Europe bans human cloning: Nineteen European nations have signed an agreement to forbid the cloning of humans. This commits their countries to ban by law "any intervention seeking to create human beings genetically identical to another human being whether living or dead..... At a time when occasional voices are being raised to assert the acceptability of human cloning and even to put it more rapidly into practice, it is important for Europe to solemnly declare its determination to defend human dignity against the abuse of scientific techniques." This text will become a part of the European Convention on Human Rights and Biomedicine. This would permit cloning of other cells for research purposes. Countries signing are: Denmark, Estonia, Finland, France, Greece, Iceland, Italy, Latvia, Luxembourg, Moldavia, Norway, Portugal, Romania, San Marino, Slovenia, Spain, Sweden, Macedonia and Turkey. Unfortunately, neither Britain nor France signed the protocol. Germany did not because this measure is weaker than current German law, which forbids all research on human embryos. In Britain it is because scientists there are at the forefront of cloning and do not want the restriction.

from Right to Life Bulletin Cincinnati, May, 1999.

 

USA: Birth defects not inherited: Good news has just been reported in the New England Journal of Medicine (4/ 8/99). A story examined survival and childbearing rates for 460,000 females born in Norway between 1967 and 1982. This country maintains a national registry of birth defects found in the baby’s first five days. We recall that 2.5% of babies born are born with some birth defect, one half of these of some significance. Since many birth defects are genetic, the researchers expected to find a higher percentage of problems among mothers, who themselves had a genetic defect. The actual rate was 3.8% as compared to 2.4% in the general population. Although this is an increase, the overall additional risks are small. This is new information. It fills a gap in our knowledge. Happily, the percentage of babies affected is far less than had been anticipated. This should make such parents much more comfortable than in the past.

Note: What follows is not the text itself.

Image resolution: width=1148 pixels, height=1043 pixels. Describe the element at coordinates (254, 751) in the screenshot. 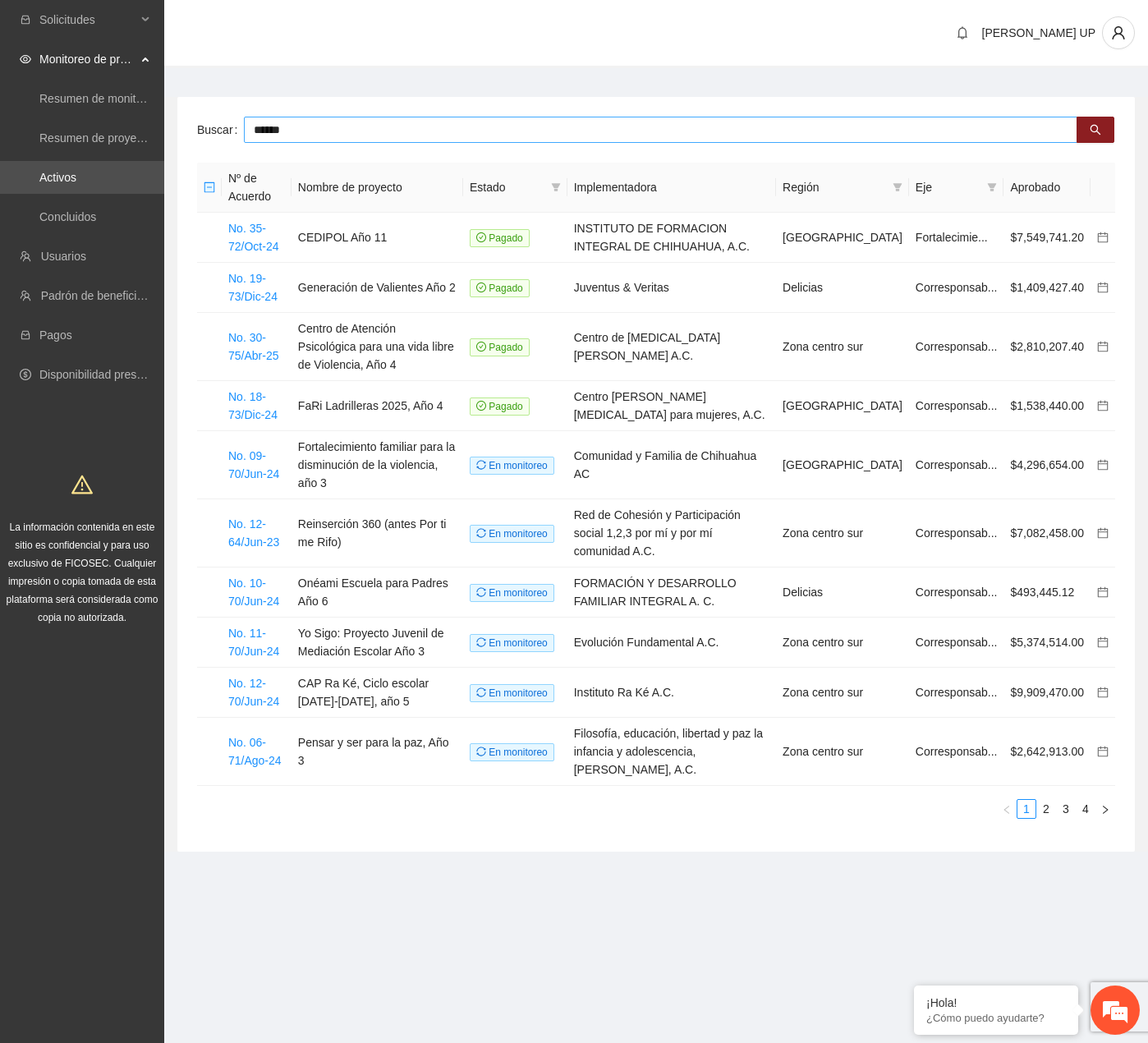

I see `a: No. 06-71/Ago-24` at that location.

from Right to Life Bulletin Cincinnati, May, 1999.

 

USA: Abortions lead to jail? In a new twist, post-abortion expert Sydna Masse, writing in the Washington limes links jail and abortion. She has interviewed hundreds of post-abortion women and specifically many post-abortion women inmates in jails. She advances the notion that abortion can cause guilt-ridden women to commit crimes that land them in jail. She sees abortion as only one piece of the puzzle, but a strong piece. "We know it’s a common thread, if you can take a life once, you can do it again." Another authority says that she’s almost never met a woman in prison who doesn’t blame her incarceration on past abortions. Often this involves drugs. The emotional pain from the past abortion led to drug use. Then she took any measure necessary to get money for drugs and she ended up in prison.

from Right to Life Bulletin Cincinnati May, 1999.

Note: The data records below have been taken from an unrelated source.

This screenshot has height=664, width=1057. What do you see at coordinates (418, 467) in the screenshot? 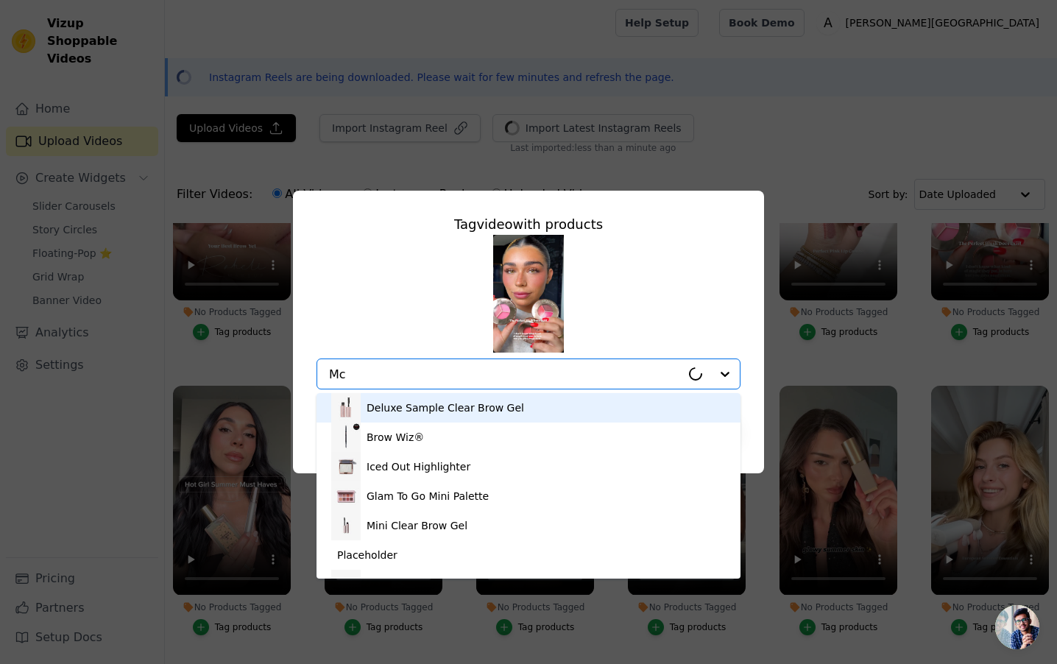
I see `div: Iced Out Highlighter` at bounding box center [418, 467].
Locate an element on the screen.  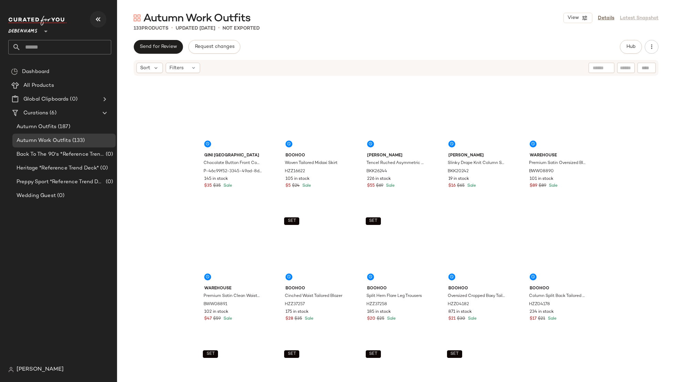
span: $69 is located at coordinates (380, 186).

Herald Sun, Thursday, August 12, 1999

Yes = 178 (19.6%)
No = 727 (80.4%)

¬ Australia: Herald-Sun readers 12/8/99 convincingly reject Dr Nitschke’s call for euthanasia in children as young as 12 years.

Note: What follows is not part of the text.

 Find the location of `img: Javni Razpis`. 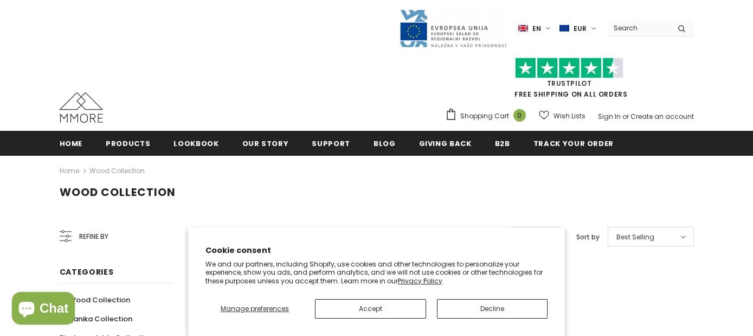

USA - Fewer AIDS Babies: According to the 1 July issue of the Journal of the American Medical Association, French researchers say that Caesarean sections during birth, coupled with the drug AZT, could nearly eliminate transmission of the AIDS virus from mother to child. In recent years, a baby born to an HIV positive mother has had about a 25% chance of contracting the virus. Giving the AZT drug to the mother alone dropped that rate to less than 8%. Combining this with Caesarean section, according to these studies, drops it to between 1% and 2%.